Brendan Dawes
The Art of Form and Code

Goodbye XCode, Hello Vim and OpenFrameworks

Since moving to Vim over a year ago for all my coding, using another code editor is always a chore. Such is the case using Xcode when working on OpenFrameworks projects. Luckily I can use Vim to work on OF projects after reading this great post from the OF forum about setting up Vim and OF.

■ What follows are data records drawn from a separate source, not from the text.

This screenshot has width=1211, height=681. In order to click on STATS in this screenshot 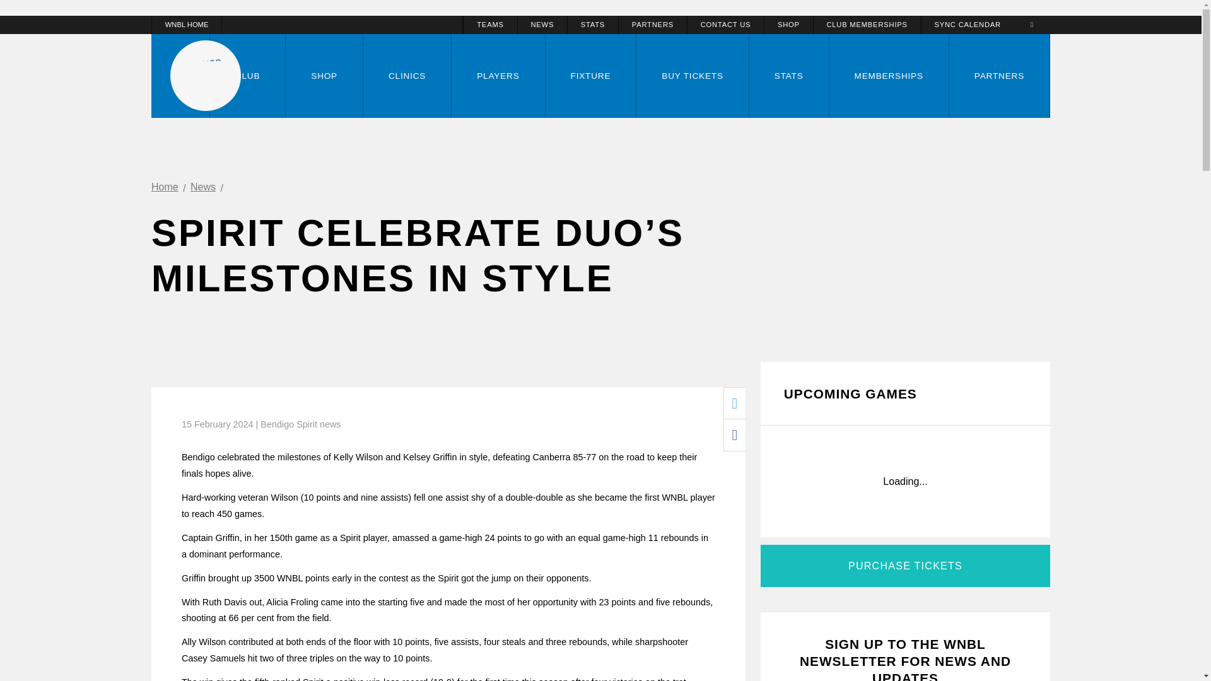, I will do `click(593, 25)`. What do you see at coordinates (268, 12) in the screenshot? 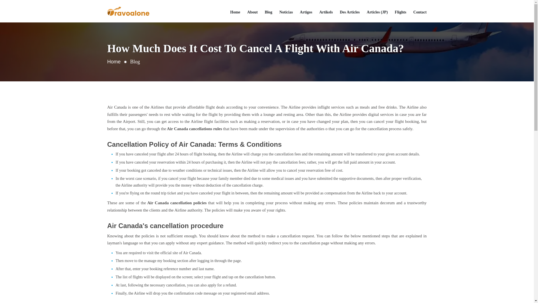
I see `Blog` at bounding box center [268, 12].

Yet there was one piece of the puzzle missing. To trigger compiling the code with the make command you would normally have to be in the same directory as the Makefile, which OF conveniently makes when you first setup an OF project. The problem is all the code you work on resides one level down in the src directory. Running make from there will do nothing. Thankfully it can be rectified by adding this line to your .vimrc:

:let &makeprg = 'if [ -f Makefile ]; then make Release && make RunRelease; else make Release -C .. && make RunRelease -C ..; fi'

When you issue the :make command it will check to see if the Makefile is present in the current working directory and if not will go up a directory and look for it there. I originally tried this with just using RunRelease but I found it wasn't compiling the new code and was just running the existing binary. To fix this I'm calling make Release then make RunRelease which seems to work well.

You can also set this to be configured whenever you open any .cpp file, rather than have it as the default, which could cause problems with Processing files. Just change the previous line to read:

autocmd  BufRead,BufNewFile  *.cpp let &makeprg = 'if [ -f Makefile ]; then make Release && make RunRelease; else make Release -C .. && make RunRelease -C ..; fi'

Syntax Highlighting

You can add correct syntax highlighting for OpenFrameworks c++ files using this plugin.

Now when working on OF projects I can stay in Vim without having to use Xcode.